In the August 2015 issue of Traverse, Northern Michigan’s Magazine six writers who grew up near the Northern Michigan water reflect on how freshwater continues to shape their lives today. While on assignment in Ethiopia, Traverse City native Anders Kelto finds himself thinking about his connection to Lake Michigan, despite being a continent away. Read on for the entire essay.


I opened my eyes and didn’t know where I was.

A white net hung above me, suspended from four towering bedposts. My mud-caked hiking shoes sat in the corner, and a suitcase lay open on the bare wooden floor. Outside, a gray-blue lake shimmered.

Then, everything came rushing back. I was in Ethiopia. And I needed to get moving.

I had traveled to the northern part of the country on a reporting assignment. My story was about a government program that supplied birth control to every single village in the country. Men and women were counseled on how to plan their families and space out their pregnancies. As a result, fewer women were dying during childbirth, and more children were surviving their first year of life. It was a global health success story, and I was here to figure out why it worked.

Together with a local journalist, I left the hotel early that morning. The sun was still coming up. We drove up into the mountains, to a small village called Addis Zemen.

It was the kind of place where life hasn’t changed much in the past 500 years. Thatch roof huts. Farmers tilling the soil with cow-pulled plows. Women sorting fava beans on hand-woven plates and cooking veggie stew over open flames. The only clue that this was the 21st century was the plastic jerrycans—used for hauling water—atop girls’ heads.

I spent the day walking around the village and interviewing women. And I asked them some very intimate questions. How old were you when you got married? Who decided how many children to have—you or your husband? If a health worker tells you one thing and a priest tells you something else, whose advice will you follow?

I listened to their answers for hours. And I tried to navigate some difficult mental terrain. How do these women think about life and death; children and marriage? Was anything being lost in translation? Were they telling me the truth or just saying what they thought I wanted to hear?

And, as is often the case, I heard some heavy stories. One woman said she had receded from village life because she had no husband and only one child, and she was ashamed. Another woman described how she lost two infants to diarrhea and another to malaria. A third woman retold the story of a brutal accident that left her leg badly damaged—and then she showed me the wound.

By the end of the day, I was heartbroken, exhausted, and disoriented. I wondered if I had accomplished what I had set out to do. I wondered if I could ever really understand what these women’s lives were like, and could ever really get to the truth.

Later that night, I walked out to the edge of the lake near our lodge. A wooden pier extended 50 feet out. I strolled to the end and gazed across the water.

On the far shore, the tree line cut a familiar shape. The rolling green hills spanning the horizon, somehow reminded me of Northern Michigan.

And then, in a strange moment, I was transported home. Or rather, home was transported to me. The sound of a rowboat became a lone fisherman at the mouth of the Boardman River. Children splashing on shore became kids leaping into the water near the Open Space park.

I blinked and looked again. And, of course, I saw Ethiopia.

Maybe it was some sort of protection mechanism. Maybe my mind—unable to process everything I had seen and heard that day—needed to go somewhere more familiar, somewhere safer. Maybe it needed to go back to the world that, to me, was reality.

I walked back to my room and took out my notebook. I looked over some ideas I had jotted down, thought about the day.

I still wondered if I had truly understood these women. I still had doubts about what my story would say.

But one thing felt different. This place around me no longer felt so foreign. Somehow, my sense of disorientation had subsided, and had been replaced by a feeling of kinship. I sensed that what I felt standing by that lake must be what anyone standing there would feel, and what people who live here must feel: a calmness, lightness, and feeling of being home.

Anders Kelto is a reporter for National Public Radio, based in Washington, D.C. He spent four years reporting in Africa, and traveled to West Africa in 2014 to cover the Ebola outbreak. He graduated from Traverse City Central.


Work to be completed ▸ The answer must consist of every line in the records that contains the word "caption".

Records from a data source ▸
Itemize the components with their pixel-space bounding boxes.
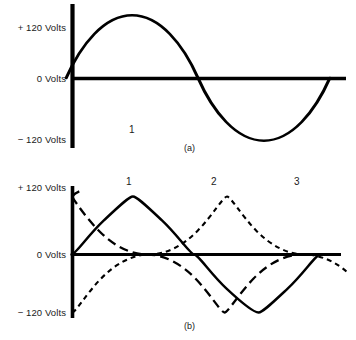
panel-a-ytick-zero: 0 Volts — [4, 73, 66, 84]
panel-a-ytick-plus120: + 120 Volts — [4, 22, 66, 33]
panel-b-three-phase: + 120 Volts 0 Volts − 120 Volts 1 2 3 (b… — [0, 168, 356, 340]
panel-b-ytick-plus120: + 120 Volts — [4, 182, 66, 193]
panel-a-ytick-minus120: − 120 Volts — [4, 134, 66, 145]
panel-b-curve-label-2: 2 — [211, 176, 217, 187]
panel-b-caption: (b) — [184, 321, 195, 331]
panel-b-ytick-zero: 0 Volts — [4, 249, 66, 260]
panel-b-ytick-minus120: − 120 Volts — [4, 307, 66, 318]
waveform-figure: + 120 Volts 0 Volts − 120 Volts 1 (a) + … — [0, 0, 356, 340]
panel-b-curve-label-1: 1 — [126, 176, 132, 187]
panel-a-curve-label-1: 1 — [129, 124, 135, 135]
panel-a-caption: (a) — [184, 143, 195, 153]
panel-b-curve-label-3: 3 — [294, 176, 300, 187]
panel-a-single-phase: + 120 Volts 0 Volts − 120 Volts 1 (a) — [0, 0, 356, 168]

Answer to the problem ▸
panel-b-caption: (b) — [184, 321, 195, 331]
panel-a-caption: (a) — [184, 143, 195, 153]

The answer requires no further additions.